Daly, however, appeared anything but pleased by circumstances not quite under
her control, and hastened to remind me that it was only an old piano which had got
rather scratched up, thanks to one of her young nephews, who had used the lid
for a playground on several occasions.
And to confirm this regrettable fact she gently returned the lid to its
original closed position, obliging me to withdraw my love-sick fingers from the
acquiescent keys.
"There, you see?" she declares, pointing to a few
small scratches superficially etched into the woodwork on top of the lid. "I'll have to get someone to come and
polish it all over again." And
then, abruptly changing track: "Was that music you were playing?"
"Just a jazzy improvisation," I modestly confess.
"Not music, then," Mrs. Daly rejoins, in her customary
snobbish fashion.
"Well, music of sorts," I aver, preferring to ignore a
definition of music which applied solely to printed scores.

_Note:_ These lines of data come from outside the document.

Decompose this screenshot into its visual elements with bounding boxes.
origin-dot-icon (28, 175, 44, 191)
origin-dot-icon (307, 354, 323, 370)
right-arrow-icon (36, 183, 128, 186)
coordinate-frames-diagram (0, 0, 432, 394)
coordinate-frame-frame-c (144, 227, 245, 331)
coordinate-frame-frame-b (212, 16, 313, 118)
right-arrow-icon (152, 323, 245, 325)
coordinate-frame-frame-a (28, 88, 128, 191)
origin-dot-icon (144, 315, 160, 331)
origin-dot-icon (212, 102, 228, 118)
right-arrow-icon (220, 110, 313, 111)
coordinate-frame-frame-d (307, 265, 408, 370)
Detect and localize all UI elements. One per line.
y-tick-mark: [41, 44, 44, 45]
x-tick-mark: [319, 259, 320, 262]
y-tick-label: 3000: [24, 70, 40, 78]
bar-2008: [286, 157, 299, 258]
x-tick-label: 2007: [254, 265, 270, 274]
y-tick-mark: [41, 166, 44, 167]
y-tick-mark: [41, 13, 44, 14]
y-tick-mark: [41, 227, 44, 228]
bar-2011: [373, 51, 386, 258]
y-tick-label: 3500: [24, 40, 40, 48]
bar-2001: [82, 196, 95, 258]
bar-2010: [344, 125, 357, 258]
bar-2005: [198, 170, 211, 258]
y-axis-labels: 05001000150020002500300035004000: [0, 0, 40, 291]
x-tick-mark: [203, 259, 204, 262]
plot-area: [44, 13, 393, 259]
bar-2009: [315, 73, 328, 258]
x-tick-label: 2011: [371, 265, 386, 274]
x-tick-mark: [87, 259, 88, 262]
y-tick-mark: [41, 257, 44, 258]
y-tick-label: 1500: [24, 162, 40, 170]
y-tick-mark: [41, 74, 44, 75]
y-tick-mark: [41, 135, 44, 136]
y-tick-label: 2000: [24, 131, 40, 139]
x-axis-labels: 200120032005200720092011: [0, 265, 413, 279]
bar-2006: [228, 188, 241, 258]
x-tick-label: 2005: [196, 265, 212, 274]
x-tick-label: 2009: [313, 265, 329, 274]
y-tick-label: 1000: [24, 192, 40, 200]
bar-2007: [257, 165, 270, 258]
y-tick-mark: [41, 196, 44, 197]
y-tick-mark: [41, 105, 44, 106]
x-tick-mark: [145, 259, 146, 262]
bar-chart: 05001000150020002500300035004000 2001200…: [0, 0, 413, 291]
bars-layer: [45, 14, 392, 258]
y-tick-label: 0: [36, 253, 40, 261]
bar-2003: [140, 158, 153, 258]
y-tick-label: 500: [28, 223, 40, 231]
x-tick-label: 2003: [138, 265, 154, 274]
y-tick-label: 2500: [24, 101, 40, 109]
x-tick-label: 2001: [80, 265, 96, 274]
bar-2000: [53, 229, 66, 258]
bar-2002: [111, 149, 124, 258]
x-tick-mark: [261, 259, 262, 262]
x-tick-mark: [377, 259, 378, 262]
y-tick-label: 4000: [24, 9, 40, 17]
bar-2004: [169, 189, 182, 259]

"And did you ever take lessons?" she asks on a faintly
sceptical note.
"Indeed I did," I smilingly reply. "For five long years."
She looks as though she doesn't quite believe me. "This was at school, was it?"
"No, privately," I correct, conscious, as ever, of the
snobbish implications in the old widow's assumption, but determined not to
allow myself to become unduly contemptuous of her. For by now I was beginning to feel an uprush
of psychological relief from some remote quarter of my mind, such as I had
never experienced in connection with Mrs. Daly before. And then, as quick as lightning, I realized
that something I must have wanted to do all along, namely toy with her piano,
had just taken place, in consequence of which I was now free of a nagging
subconscious ambition. It was as if a
spell had been broken and I no longer had anything to keep me there. To Mrs. Daly's surprise, I remarked that I
would now have to be going, since the time was getting late and I had one or
two personal things to attend to before the afternoon was over.
"But it has only just turned three-thirty!" she
protests, turning desperate eyes towards the nearest clock. "I was about to get you some tea!"
This, of course, was something she normally did at around this
time, thereby obliging me to persevere with her conversation until gone
four. "Yes, but I've got to go to
the local library today," I obdurately inform her, as I proceed, without
further ado, to the hall in order to retrieve my coat.
"Well, do come again soon, Matthew," she politely
insists, before I could open the door and bid her a curt goodbye.
"I'll try," I assure her. But, deep down, I felt this was the last
visit I would ever pay her. For I had
broken the spell and now I was free.
From now on, her house would hold absolutely no attraction for me!